YOUR GOAL: Reproduce exactly the stretch of lines running from the line with "Identify the location of data-length-link: 48,824,320." to the end of the entries below.
*** DATA LISTING Section Begins ***
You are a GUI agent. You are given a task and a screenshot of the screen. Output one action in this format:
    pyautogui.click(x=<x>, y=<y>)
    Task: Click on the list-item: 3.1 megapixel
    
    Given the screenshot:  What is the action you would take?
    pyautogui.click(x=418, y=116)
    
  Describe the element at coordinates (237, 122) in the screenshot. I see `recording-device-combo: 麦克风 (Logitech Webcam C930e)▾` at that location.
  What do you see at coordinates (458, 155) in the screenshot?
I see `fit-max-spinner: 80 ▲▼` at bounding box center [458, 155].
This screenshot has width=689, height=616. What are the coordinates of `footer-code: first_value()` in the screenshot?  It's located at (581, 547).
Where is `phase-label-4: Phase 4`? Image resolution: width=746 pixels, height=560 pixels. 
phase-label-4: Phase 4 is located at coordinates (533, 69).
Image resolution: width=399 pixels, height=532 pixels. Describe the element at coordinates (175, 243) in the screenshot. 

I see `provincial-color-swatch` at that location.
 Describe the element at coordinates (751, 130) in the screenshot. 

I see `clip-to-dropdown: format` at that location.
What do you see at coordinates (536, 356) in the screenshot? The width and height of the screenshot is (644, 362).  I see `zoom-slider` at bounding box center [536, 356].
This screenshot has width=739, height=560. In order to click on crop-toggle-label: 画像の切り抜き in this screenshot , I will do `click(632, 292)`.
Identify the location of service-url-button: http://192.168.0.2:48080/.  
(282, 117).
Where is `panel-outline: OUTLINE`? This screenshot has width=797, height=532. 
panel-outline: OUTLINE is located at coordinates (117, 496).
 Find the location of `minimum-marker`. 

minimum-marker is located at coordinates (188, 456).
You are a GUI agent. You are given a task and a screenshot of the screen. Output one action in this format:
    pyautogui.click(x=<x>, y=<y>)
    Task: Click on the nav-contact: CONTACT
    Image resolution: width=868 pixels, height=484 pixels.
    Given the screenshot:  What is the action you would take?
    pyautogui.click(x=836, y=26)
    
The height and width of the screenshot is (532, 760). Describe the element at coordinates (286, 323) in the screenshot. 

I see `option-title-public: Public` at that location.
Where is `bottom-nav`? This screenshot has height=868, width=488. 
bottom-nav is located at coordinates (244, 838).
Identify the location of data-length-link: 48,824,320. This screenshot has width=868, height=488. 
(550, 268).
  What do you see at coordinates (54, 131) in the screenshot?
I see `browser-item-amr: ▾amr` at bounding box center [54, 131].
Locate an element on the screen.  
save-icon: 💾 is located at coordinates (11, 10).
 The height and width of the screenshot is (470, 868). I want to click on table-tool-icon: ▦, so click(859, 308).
*** DATA LISTING Section Ends ***
EXERCISE ANSWER:
Identify the location of data-length-link: 48,824,320. This screenshot has width=868, height=488. 
(550, 268).
  What do you see at coordinates (54, 131) in the screenshot?
I see `browser-item-amr: ▾amr` at bounding box center [54, 131].
Locate an element on the screen.  
save-icon: 💾 is located at coordinates (11, 10).
 The height and width of the screenshot is (470, 868). I want to click on table-tool-icon: ▦, so click(859, 308).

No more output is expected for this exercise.